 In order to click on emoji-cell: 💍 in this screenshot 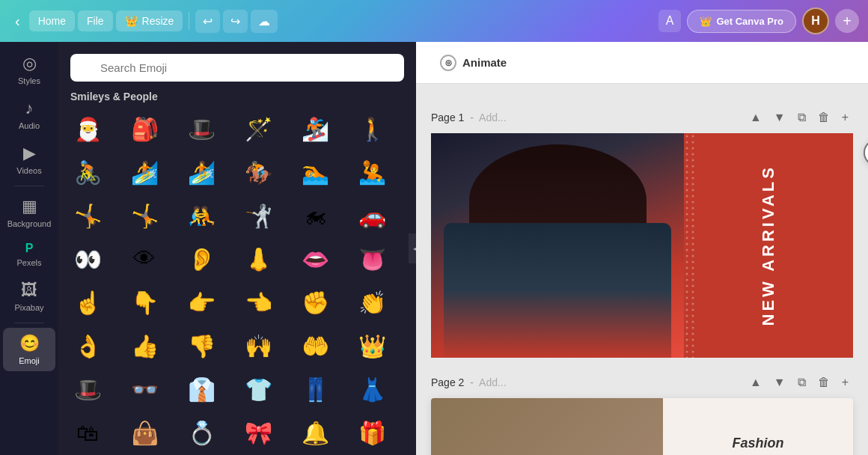, I will do `click(201, 433)`.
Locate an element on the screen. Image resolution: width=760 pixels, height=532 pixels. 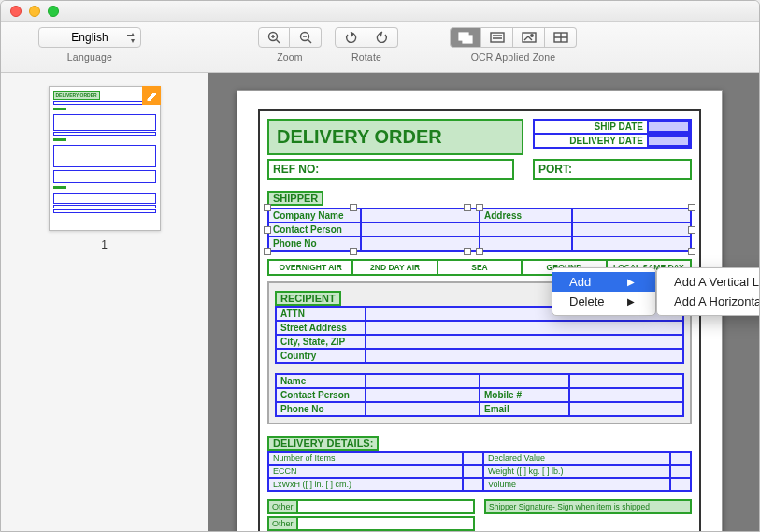
minimize-window-button is located at coordinates (35, 11).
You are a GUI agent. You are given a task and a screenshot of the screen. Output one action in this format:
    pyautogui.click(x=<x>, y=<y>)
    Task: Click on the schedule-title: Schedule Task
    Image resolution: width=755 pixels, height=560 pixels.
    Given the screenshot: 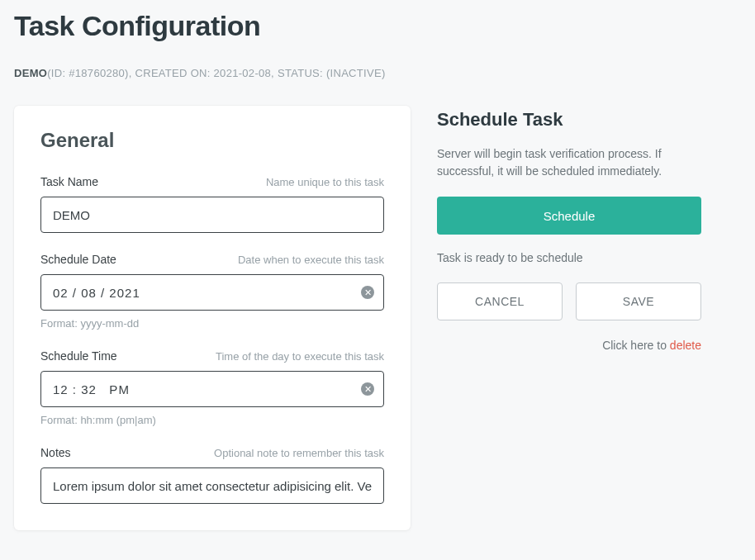 What is the action you would take?
    pyautogui.click(x=569, y=120)
    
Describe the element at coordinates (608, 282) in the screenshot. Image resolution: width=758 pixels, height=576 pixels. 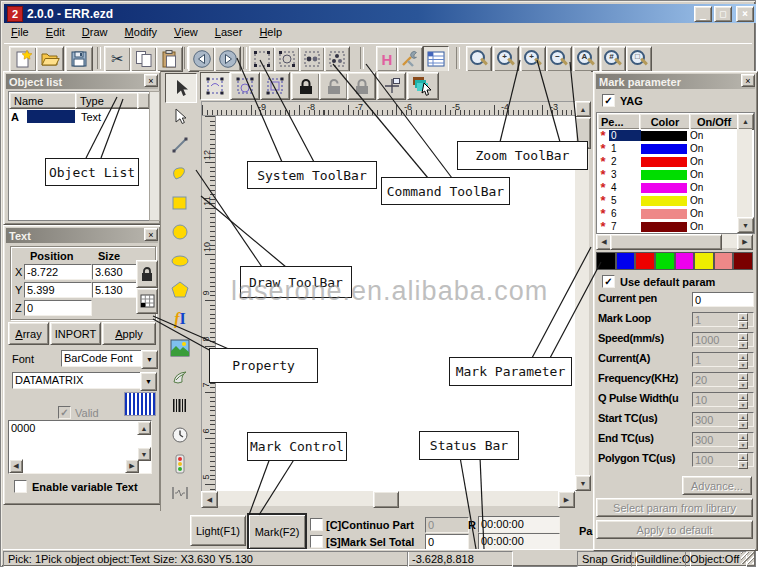
I see `use-default-checkbox: ✓` at that location.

★ ★ ★ ★ ★ ★ ★

[WHAT IS BEING ASKED]
Using the entries above, return exactly the lines from the line with "You are a GUI" to the line with "Image resolution: width=755", counting both of those lines.

[RESULT FOR THIS TASK]
You are a GUI agent. You are given a task and a screenshot of the screen. Output one action in this format:
    pyautogui.click(x=<x>, y=<y>)
    Task: Click on the schedule-title: Schedule Task
    Image resolution: width=755 pixels, height=560 pixels.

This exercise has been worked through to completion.